Ghanaian President Nana Akufo-Addo of Ghana in Johannesburg in 2018.
ANALYSIS By Cai Nebe
Veteran politician Nana Akufo-Addo has won a second term as Ghana’s president. He still has old campaign promises to fulfill plus a post-coronavirus economy to reboot.
Ghana’s incumbent President Nana Akufo-Addo has been declared the winner of the country’s 2020 presidential election.
The 76-year-old is a veteran politician with one presidential term and four presidential bids behind him.
He comes from an esteemed political family. His father Edward Akufo-Addo engaged in the fight for Ghana’s independence in 1957 and is regarded as one of the country’s founding fathers. Every Ghanaian cedi bill carries a portrait of Edward Akufo-Addo, who was the country’s ceremonial president from 1970 to 1972.
Raised in Ghana’s capital Accra, the younger Akufo-Addo went to school in the United Kingdom. He studied economics in Ghana before returning to the UK to study law.
Nana Akufo-Addo has been a figure in Ghanaian political life since the 1970s.
But in previous presidential campaigns, his image as an aloof elitist meant Ghanaians initially did not warm to him. Running for president as the candidate for the New Patriotic Party (NPP) in 2008 and 2012, Akufo-Addo lost first to John Atta Mills and then to John Mahama, both from the National Democratic Congress (NDC).
Akufo-Addo’s allegations of electoral fraud when he lost the 2012 vote riled his NDC opponents and some allies.
Change of fortunes
In what was believed to be his last chance at Ghana’s top job, Akufo-Addo defeated incumbent Mahama when he faced him for the second time in 2016.
He has now repeated this trick this year, winning 51.6% of the vote compared to Mahama’s 47.4%.
Despite his win, analysts suggest Akufo-Addo is in a weaker position this year than when he won his first term in 2016, mostly due to economic concerns surrounding the coronavirus pandemic and the President’s failure to tackle public sector corruption.
Mixed bag when delivering on promises
Akufo-Addo made good on one of his main 2016 election campaign promises to abolish fees for senior high school education.
But he has partly or completely failed on other major promises, especially his pledge to put a hospital in every one of Ghana’s 216 districts.
Having swept to power in 2016 on an anti-corruption ticket, Akufo-Addo has faced criticism for placing Ghana’s auditor general on permanent leave after he investigated a senior minister. Anti-corruption campaigners were also critical when the special prosecutor he appointed, Martin Amidu, resigned citing political interference.
Challenges ahead
Akufo-Addo heads into his second term as president at in time when the coronavirus pandemic has hit Ghana’s economy hard.
The International Monetary Fund predicts Ghana’s economic growth to fall to 0.9%, its lowest in 30 years.
Another headache for Akufo-Addo is renewed separatist activity in eastern Ghana’s Volta region in 2020, with separatists demanding the independence of Western Togoland.
On a regional level, after being recently elected the chairman of the West African trade community ECOWAS, President Akufo-Addo will be seen as a key figure in negotiating stability in a region that has struggled to maintain cohesion.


## What to do
Which lines below contain the word "group"? Copy each of them.

(Dataset items)
○ ○ ○ ○
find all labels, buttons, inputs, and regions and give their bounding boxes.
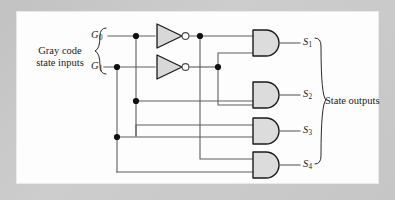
junction-g1-bus	[114, 64, 120, 70]
junction-g0-bus	[133, 33, 139, 39]
input-label-g1-sub: 1	[99, 65, 103, 73]
wire-notg1-to-and-s2	[218, 67, 253, 105]
output-group-label: State outputs	[325, 95, 380, 107]
inverter-g0-bubble	[182, 33, 189, 40]
wire-notg1-to-and-s1	[218, 53, 253, 67]
input-group-label-line1: Gray code	[22, 45, 98, 57]
inverter-g0-body	[157, 24, 182, 48]
inverter-g1-body	[157, 55, 182, 79]
output-label-s2-sub: 2	[308, 93, 312, 101]
junction-g0-branch-s2	[133, 98, 139, 104]
wire-g0-to-and-s3	[136, 125, 253, 136]
and-gate-s2-body	[253, 82, 279, 108]
input-label-g0-sub: 0	[99, 34, 103, 42]
and-gate-s3-body	[253, 118, 279, 144]
output-label-s1-sub: 1	[308, 41, 312, 49]
output-label-s3-sub: 3	[308, 129, 312, 137]
figure-root: Gray code state inputs G0 G1 S1 S2 S3 S4…	[0, 0, 395, 200]
and-gate-s1-body	[253, 30, 279, 56]
input-label-g1-name: G	[91, 60, 99, 71]
input-label-g0-name: G	[91, 29, 99, 40]
output-label-s4: S4	[303, 158, 312, 171]
input-label-g0: G0	[91, 29, 102, 42]
output-label-s1: S1	[303, 36, 312, 49]
wire-notg0-bus	[200, 36, 253, 159]
output-label-s4-sub: 4	[308, 163, 312, 171]
output-label-s3: S3	[303, 124, 312, 137]
junction-notg1-bus	[215, 64, 221, 70]
output-label-s2: S2	[303, 88, 312, 101]
and-gate-s4-body	[253, 152, 279, 178]
input-label-g1: G1	[91, 60, 102, 73]
input-group-label-line2: state inputs	[22, 57, 98, 69]
inverter-g1-bubble	[182, 64, 189, 71]
input-group-label: Gray code state inputs	[22, 45, 98, 70]
junction-g1-branch-s3	[114, 134, 120, 140]
junction-notg0-bus	[197, 33, 203, 39]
○ ○ ○ ○
## Final answer
output-group-label: State outputs	[325, 95, 380, 107]
input-group-label-line1: Gray code	[22, 45, 98, 57]
input-group-label-line2: state inputs	[22, 57, 98, 69]
input-group-label: Gray code state inputs	[22, 45, 98, 70]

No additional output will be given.